The dream entirely convinces her that the body that dangles and kicks is her own.
The dream thing pulls her away from this as well. It seeks something else entirely.
She spirals downward in her thoughts, suffering with each breath dogs her heels like the hound she knows to be there. She dreams of howling, of being chased.
Of far too many teeth in a maw that drools thick ropes of saliva upon the ground as a hound the size of a draft horse gallops overland. Of being sniffed by a snout that smells the very darkness of one’s heart.
This causes the thing of air to stop. And its sudden stillness steals Deirdre’s breath from her lungs.
Her nightmare frightens the being, and it pulls away before the second ghost that hunts this thief can catch the attention of it. It retracts, and in its haste to leave, spills some things it has stolen from others.
A thief has entered the mind of a thief, and dropped a few baubles on the way out.
Deidre dreams now of golden sunshine on warm skin. She sees a face she doesn’t recognize, but knows that he is loved. Warm brown eyes gaze at her and a slow smile spreads across soft lips. She would kiss them.
But she does not know who this is.
“Beth,” he says, and a hand reaches out to touch her face with great tenderness. The warmth of his fingers spreads across her cheek. A hand touches her shoulder. “Beth, wake up.”
“But my name isn’t Beth,” Deidre says, out loud.
And she wakes up. Her throat feels warm and her arm tingles where the beloved man in the dream touched her so gently. She sneezes, hard, multiple times. But whatever triggered the bought of sinus issues has already gone and it does not bother her again.

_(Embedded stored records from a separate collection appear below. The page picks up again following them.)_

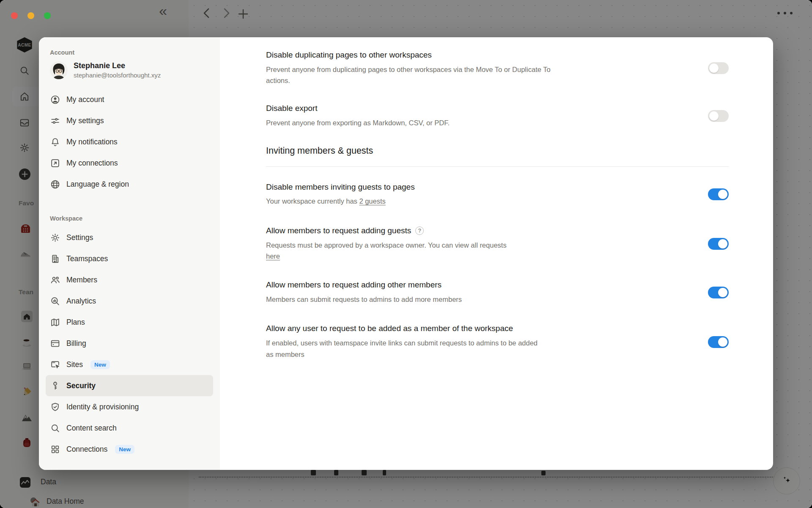 The width and height of the screenshot is (812, 508). What do you see at coordinates (76, 323) in the screenshot?
I see `nav-item-label: Plans` at bounding box center [76, 323].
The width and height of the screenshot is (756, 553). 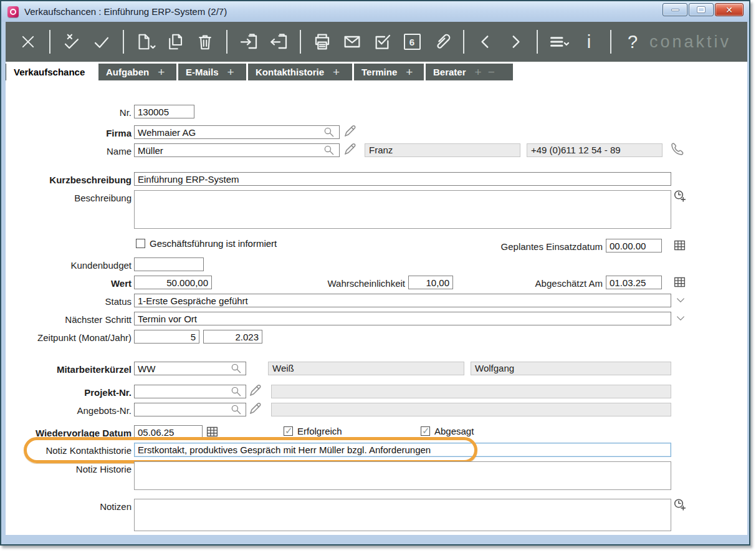 I want to click on tab-verkaufschance: Verkaufschance, so click(x=52, y=72).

Something about the dream feels wrong, even though every moment of that golden glow of sunshine feels so very right.
Deidre sits up and finds that the wind has knocked her shelter over, and her toes are nearly frozen in her still-damp boots. The wind is a cruel beast indeed.

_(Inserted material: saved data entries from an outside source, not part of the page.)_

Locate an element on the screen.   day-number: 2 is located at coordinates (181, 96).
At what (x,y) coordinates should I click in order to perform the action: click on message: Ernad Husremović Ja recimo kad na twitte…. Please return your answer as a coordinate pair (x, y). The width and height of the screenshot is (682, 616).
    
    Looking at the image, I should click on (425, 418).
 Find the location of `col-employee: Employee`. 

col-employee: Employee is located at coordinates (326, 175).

And then she hears it in the distance: a dog barking most happily.
Cursing as quietly as she can, Deidre grabs her clothes from the forest floor. She wriggles into the knit sweater and the woolen tunic. Her quiet cursing and aggressive movement startle several songbirds out of the trees overhead. And she can hear the dog approaching.
With so little rest, Deidre hardly feels like she has had any break at all. But the dream of the beautiful man keeps her moving. Somehow, it feels like that was more real than the nightmares she usually inhabits.
The sound of the very real hound on her trail again gets her back into action in a hurry. She kicks the branches around to make sure that the area is not too obviously a place where she has slept. That isn’t the most effective way to destroy traces, but it is all she has time to do before she gets out of there in a hurry.
Dodging between close trees and ducking under thorny branches takes precious time that she barely has. So Deirdre follows the little deer trail to move faster and with less chance of disturbing the environment to be easier to trace.
She jogs at a speedy pace, faster than the stumpy legs of the dog she knows is behind her, but not the dead sprint that she was capable of when better rested.
It isn’t long before the little deer trail passes a wider path.
Deidre sneezes.
She steps onto the path and sneezes again.
Her nose continues to run, but this gravel path is smooth and even, and the leaves that lie across it do not expose her movement as obviously as the undisturbed brush of the deeper woods. Small white stones line its sides, carefully placed by someone who desired very much to make this path as safe as possible a very long time ago.
Deirdre has two options here. She can take the path and suffer, or she can continue making her way through the woods on her own.
She looks across the path and spots multiple tall specimens of the tree known as the Devil’s walking stick - straight, narrow, and entirely covered in thorns.
Yeah, no.
With a running nose and watering eyes, she turns down the path and gets to running again.
With any luck, she’ll get to the other side of the woods on this narrow road and the safety that should exist over there.